Survival Prediction of Heart Failure Patients using Stacked Ensemble Machine Learning Algorithm
Zaman, S. M Mehedi, Qureshi, Wasay Mahmood, Raihan, Md. Mohsin Sarker, Monjur, Ocean, Shams, Abdullah Bin
Cardiovascular disease, especially heart failure is one of the major health hazard issues of our time and is a leading cause of death worldwide. Advancement in data mining techniques using machine learning (ML) models is paving promising prediction approaches. Data mining is the process of converting massive volumes of raw data created by the healthcare institutions into meaningful information that can aid in making predictions and crucial decisions. Collecting various follow-up data from patients who have had heart failures, analyzing those data, and utilizing several ML models to predict the survival possibility of cardiovascular patients is the key aim of this study. Due to the imbalance of the classes in the dataset, Synthetic Minority Oversampling Technique (SMOTE) has been implemented. Two unsupervised models (K-Means and Fuzzy C-Means clustering) and three supervised classifiers (Random Forest, XGBoost and Decision Tree) have been used in our study.
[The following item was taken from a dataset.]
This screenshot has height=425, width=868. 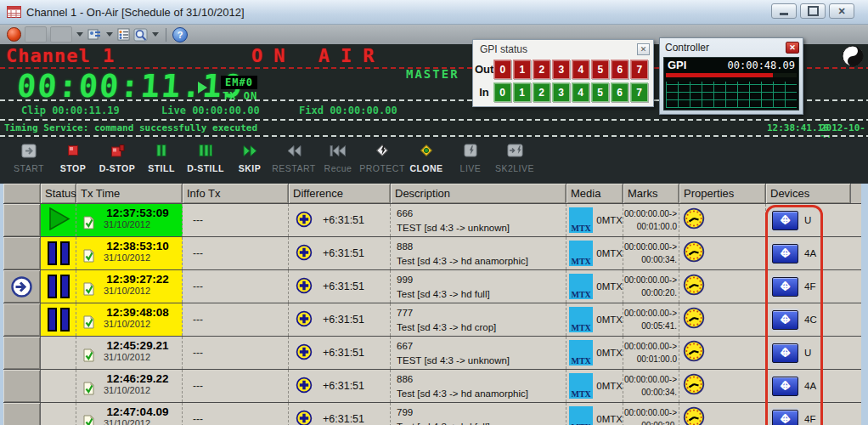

After thorough investigation, our results demonstrate a superior performance of the supervised ML algorithms over unsupervised models. Moreover, we designed and propose a supervised stacked ensemble learning model that can achieve an accuracy, precision, recall and F1 score of 99.98%. Our study shows that only certain attributes collected from the patients are imperative to successfully predict the surviving possibility post heart failure, using supervised ML algorithms.